A Deep and Lasting Connection
Marie Losh was a mother to four children, the youngest only three months old, when she and her family boarded an ocean liner for the Philippines in 1957. Her husband, Ken, had accepted the position of chaplain at Central Philippine University, and the young family was embarking on a decade-long residence in Iloilo City. “My father was a minister because he loved people,” Ken and Marie Losh’s daughter Laurie recalls. “To him, this seemed like a great opportunity to be both a minister and a chaplain, and to work with students.” It wasn’t long, she said, before “the people and events of the CPU campus were integrated into every moment of our lives.”

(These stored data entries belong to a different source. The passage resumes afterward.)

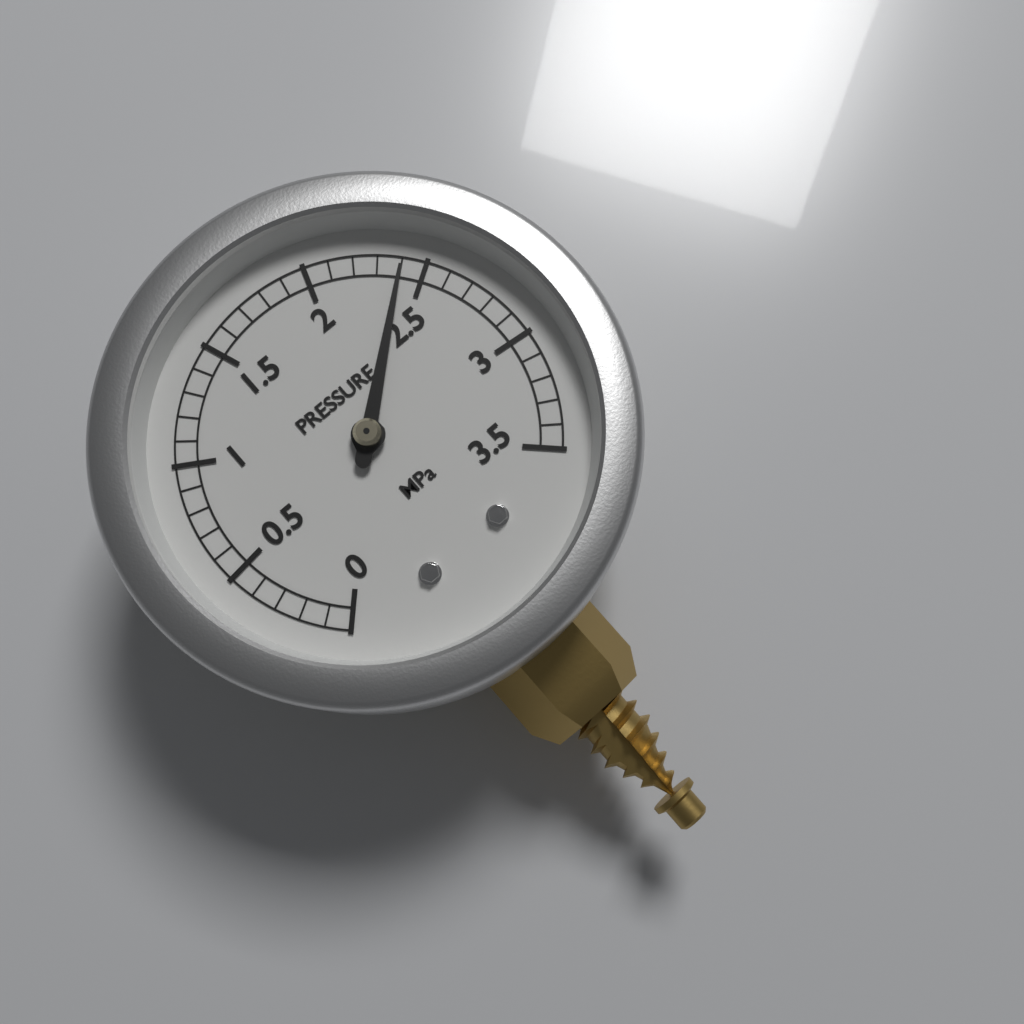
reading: 2.4 MPa
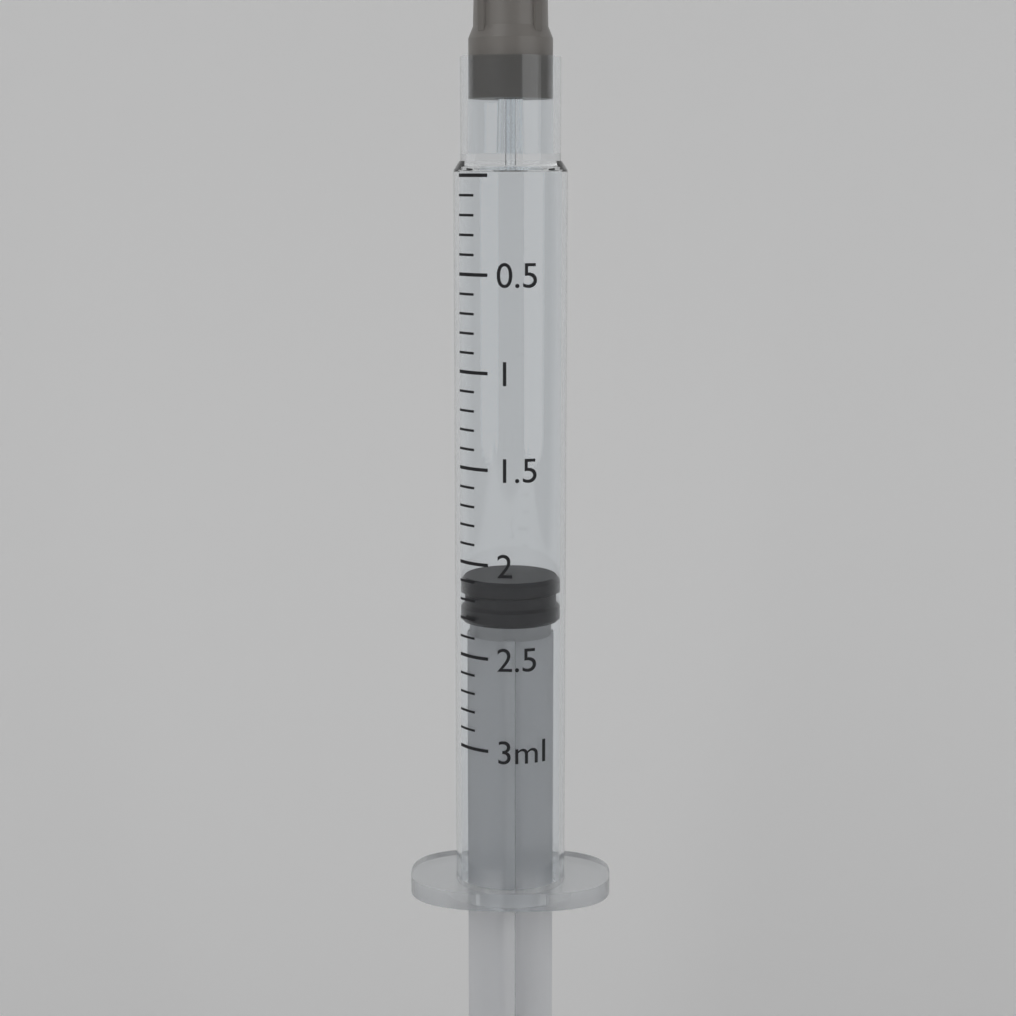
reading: 2.1 ml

Ken Losh’s role at CPU was the more formal one, yet Marie was equally engaged in campus life. “My mother was a lifelong teacher,” Laurie says, and as an elementary school teacher and a music instructor she helped deepen the young family’s connections to the CPU community. Laurie’s lasting impression of the family’s years at CPU is of a huge extended family, with their busy household hosting youth groups, the college softball team, and missionary and CPU faculty families. The Losh family had a U.S. furlough in 1962-1963 and the returned to the Philippines (again by ship – and again with a new baby!). Ken and Marie continued their work at CPU until 1968, when new responsibilities for Ken in ministry, education, and service called the family stateside. Reunions with Centralians kep the CPU connections strong until Ken’s passing in 1998 and Marie’s on February 5, 2015.
Ken and Marie loved working with students, in the Philippines and the United States, and never sought recognition for their work. “They were doing good because they were good,” their daughter says, and that sense of quiet modesty describes their philanthropy as well. For more than 25 years, their contributions to the United Board supported grants to CPU for improvements to the library and Rose Memorial Auditorium and for enriching academic life. A bequest from Marie Losh’s estate to the United Board ensures that her legacy of generous support for CPU continues.
The United Board extends its sympathy to the Losh family on the recent loss of their mother, grandmother, and great-grandmother, and we expresses our gratitude for the legacy gift from Marie Losh, a woman with a most generous spirit.